Of course, she didn't make me wait. The door clicked open in seconds.
What I saw made my stomach lurch.
I'd expected a leg wound. Maybe a cracked rib, a concussion — something bad, but survivable. But Sasha? Sasha looked like she'd crawled out of a warzone. Not an inch of skin left untouched. Bruises, burns, blood. She couldn't even stand.
Mars' bioscan confirmed it — multiple gunshot wounds. And her left hand? Gone. Just gone. A clean cut, cauterized like someone had hacked it off and kept moving.
She was lucky to be breathing at all. At least she'd stopped the bleeding — wrapped the stump with what looked like a torn scrap of med cloth, probably scavenged from the room itself. How she hadn't blacked out from the pain, I couldn't begin to guess. Her face was pale, pulse faint, and her body temp was dropping fast.
And yet — somehow — she'd held off an armed assault team. In that condition… I couldn't believe it.
"I look like hell, huh?" She forced a crooked smile, then winced hard. "Let me guess. Mom sent you."
I nodded, already jabbing her with the regen-dose I'd brought — just in case. It wouldn't fix everything. Not even close. But it'd slow the bleeding, dull the pain, and buy us enough time to get her to surgery.

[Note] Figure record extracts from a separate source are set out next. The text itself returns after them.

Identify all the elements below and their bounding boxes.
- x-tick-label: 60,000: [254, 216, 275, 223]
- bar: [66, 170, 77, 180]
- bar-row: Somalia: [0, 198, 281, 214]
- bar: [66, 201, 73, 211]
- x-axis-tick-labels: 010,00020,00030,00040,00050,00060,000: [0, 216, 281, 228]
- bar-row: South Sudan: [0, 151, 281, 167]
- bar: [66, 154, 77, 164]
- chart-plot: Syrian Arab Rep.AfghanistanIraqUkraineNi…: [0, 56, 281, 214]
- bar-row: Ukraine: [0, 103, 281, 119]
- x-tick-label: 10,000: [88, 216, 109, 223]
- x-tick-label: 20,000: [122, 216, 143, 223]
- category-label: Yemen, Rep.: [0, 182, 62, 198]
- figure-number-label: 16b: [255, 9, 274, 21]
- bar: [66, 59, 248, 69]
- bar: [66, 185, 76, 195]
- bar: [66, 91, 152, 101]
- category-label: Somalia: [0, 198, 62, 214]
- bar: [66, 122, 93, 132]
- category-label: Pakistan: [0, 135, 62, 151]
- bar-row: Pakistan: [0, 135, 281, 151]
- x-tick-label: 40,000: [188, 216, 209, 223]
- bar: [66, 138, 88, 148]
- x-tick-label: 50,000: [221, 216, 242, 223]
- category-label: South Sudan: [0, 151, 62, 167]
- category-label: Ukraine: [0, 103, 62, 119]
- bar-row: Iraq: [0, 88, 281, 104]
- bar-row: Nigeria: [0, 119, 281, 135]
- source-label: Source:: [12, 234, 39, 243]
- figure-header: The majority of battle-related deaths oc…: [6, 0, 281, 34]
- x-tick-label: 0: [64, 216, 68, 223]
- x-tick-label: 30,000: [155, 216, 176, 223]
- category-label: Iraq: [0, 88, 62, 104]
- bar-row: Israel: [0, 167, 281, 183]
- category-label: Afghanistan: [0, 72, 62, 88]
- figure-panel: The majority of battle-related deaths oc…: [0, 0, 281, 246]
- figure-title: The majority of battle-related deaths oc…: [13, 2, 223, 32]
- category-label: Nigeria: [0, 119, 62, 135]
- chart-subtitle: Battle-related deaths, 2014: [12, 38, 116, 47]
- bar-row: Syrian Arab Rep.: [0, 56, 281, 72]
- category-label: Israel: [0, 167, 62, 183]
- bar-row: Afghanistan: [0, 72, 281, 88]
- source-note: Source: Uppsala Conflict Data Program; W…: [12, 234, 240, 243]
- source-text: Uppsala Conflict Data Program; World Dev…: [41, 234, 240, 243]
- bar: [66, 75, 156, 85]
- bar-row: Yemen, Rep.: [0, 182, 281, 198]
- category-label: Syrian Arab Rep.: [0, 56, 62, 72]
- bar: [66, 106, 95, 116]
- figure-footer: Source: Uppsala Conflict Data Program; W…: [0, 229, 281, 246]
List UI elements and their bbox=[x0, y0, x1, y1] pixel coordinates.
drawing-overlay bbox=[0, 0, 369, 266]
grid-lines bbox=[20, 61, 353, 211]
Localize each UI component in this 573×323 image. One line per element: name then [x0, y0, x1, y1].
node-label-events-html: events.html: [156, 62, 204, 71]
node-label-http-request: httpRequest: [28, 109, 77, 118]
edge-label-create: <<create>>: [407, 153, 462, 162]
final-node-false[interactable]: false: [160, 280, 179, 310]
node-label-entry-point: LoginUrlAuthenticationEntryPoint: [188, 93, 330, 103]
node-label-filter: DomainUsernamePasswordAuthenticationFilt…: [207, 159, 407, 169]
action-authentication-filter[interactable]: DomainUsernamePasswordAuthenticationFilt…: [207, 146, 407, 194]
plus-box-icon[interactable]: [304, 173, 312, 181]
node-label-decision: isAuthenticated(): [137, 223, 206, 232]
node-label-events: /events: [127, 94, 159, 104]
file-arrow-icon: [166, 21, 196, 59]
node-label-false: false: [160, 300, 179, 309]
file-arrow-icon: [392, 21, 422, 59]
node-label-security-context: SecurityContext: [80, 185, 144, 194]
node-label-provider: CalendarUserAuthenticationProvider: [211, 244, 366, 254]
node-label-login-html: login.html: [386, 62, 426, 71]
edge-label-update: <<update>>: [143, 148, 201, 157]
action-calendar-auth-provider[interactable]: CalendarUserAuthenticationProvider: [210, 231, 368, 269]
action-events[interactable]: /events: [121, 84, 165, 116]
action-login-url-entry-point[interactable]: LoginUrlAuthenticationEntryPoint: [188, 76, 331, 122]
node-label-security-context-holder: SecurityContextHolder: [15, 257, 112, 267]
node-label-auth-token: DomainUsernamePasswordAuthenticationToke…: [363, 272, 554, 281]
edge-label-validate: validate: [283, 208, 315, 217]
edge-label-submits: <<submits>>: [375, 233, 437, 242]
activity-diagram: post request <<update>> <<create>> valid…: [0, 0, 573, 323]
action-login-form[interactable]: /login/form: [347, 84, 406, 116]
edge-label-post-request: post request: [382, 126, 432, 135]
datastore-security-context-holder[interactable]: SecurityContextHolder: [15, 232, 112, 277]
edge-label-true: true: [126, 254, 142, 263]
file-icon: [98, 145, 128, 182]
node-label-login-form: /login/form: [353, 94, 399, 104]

"Kiwi — prep the OR. Failsafe on standby." I sent the ping to Kiwi while easing Sasha down as gently as I could manage.
"Don't talk," I murmured. "You'll just make it worse."
The regen cocktail had a built-in sedative, but it would take a minute to kick in.
And the whole time… she'd been waiting. Knowing no one might come.
But she held on anyway.
I'd ask her later — how she pulled it off. How she survived when everyone else had been slaughtered. Everyone but that half-dead cop upstairs. But right now, the only thing that mattered was getting her out. Careful. Controlled. No more damage.
Because Sasha Yakovleva was hanging on by a thread.
"Vega, what's traffic like downtown?"
"No emergency declaration yet," the AI replied, "but based on Galina's intel, that could change any minute."
"Screw it. Worst case, I'll pull rank and use our favorite cop's clearance. We're not hauling just anyone — we've got her daughter. Her only daughter."
"Estimated vehicle arrival: six minutes."
"And that's with every traffic law shattered?"
"I accounted for exactly that."
"Still not great. If I carry her on foot across the city, we'll lose too much time."
I pressed my lips into a hard line, frustration bubbling up. Then I remembered the medkit in the glovebox — loaded with just the kind of emergency doses I needed. It wouldn't fix her, but it might buy Sasha a few more precious minutes.
"I'll get to you as fast as I can," Vega said.
"Thanks. I'll be ready."
"Alex."
The voice was faint. Sasha — curled in my lap while I patched her up with whatever supplies I could scrounge. Her skin was cold. She was fading.
"Don't talk," I snapped, meeting her eyes.
She let out something like a laugh. Dry. Weak.
"I'm just… tired. And thirsty." Her voice barely registered. Her eyes fluttered shut.
Shit.
I tapped her cheek, trying to keep her awake. Nothing. She'd lost too much blood. No time to think. I scooped her up and triggered my Sandevistan, pushing it to full throttle as I bolted up the escalator toward the surface.
"Vega, sync me with the vehicle. Give me the fastest route out."
No hesitation. Seconds later, my minimap lit up — vehicle inbound, closing fast.
I burst through the station doors, cutting between rows of stunned cops still holding the perimeter. Most didn't even have time to react.
Galina knew I had her daughter — I'd pinged her the second Sasha was stable enough to move. I didn't waste time with details.
"Alex, everything's ready. I'm standing by." Kiwi's message came through just as I cleared the final cordon.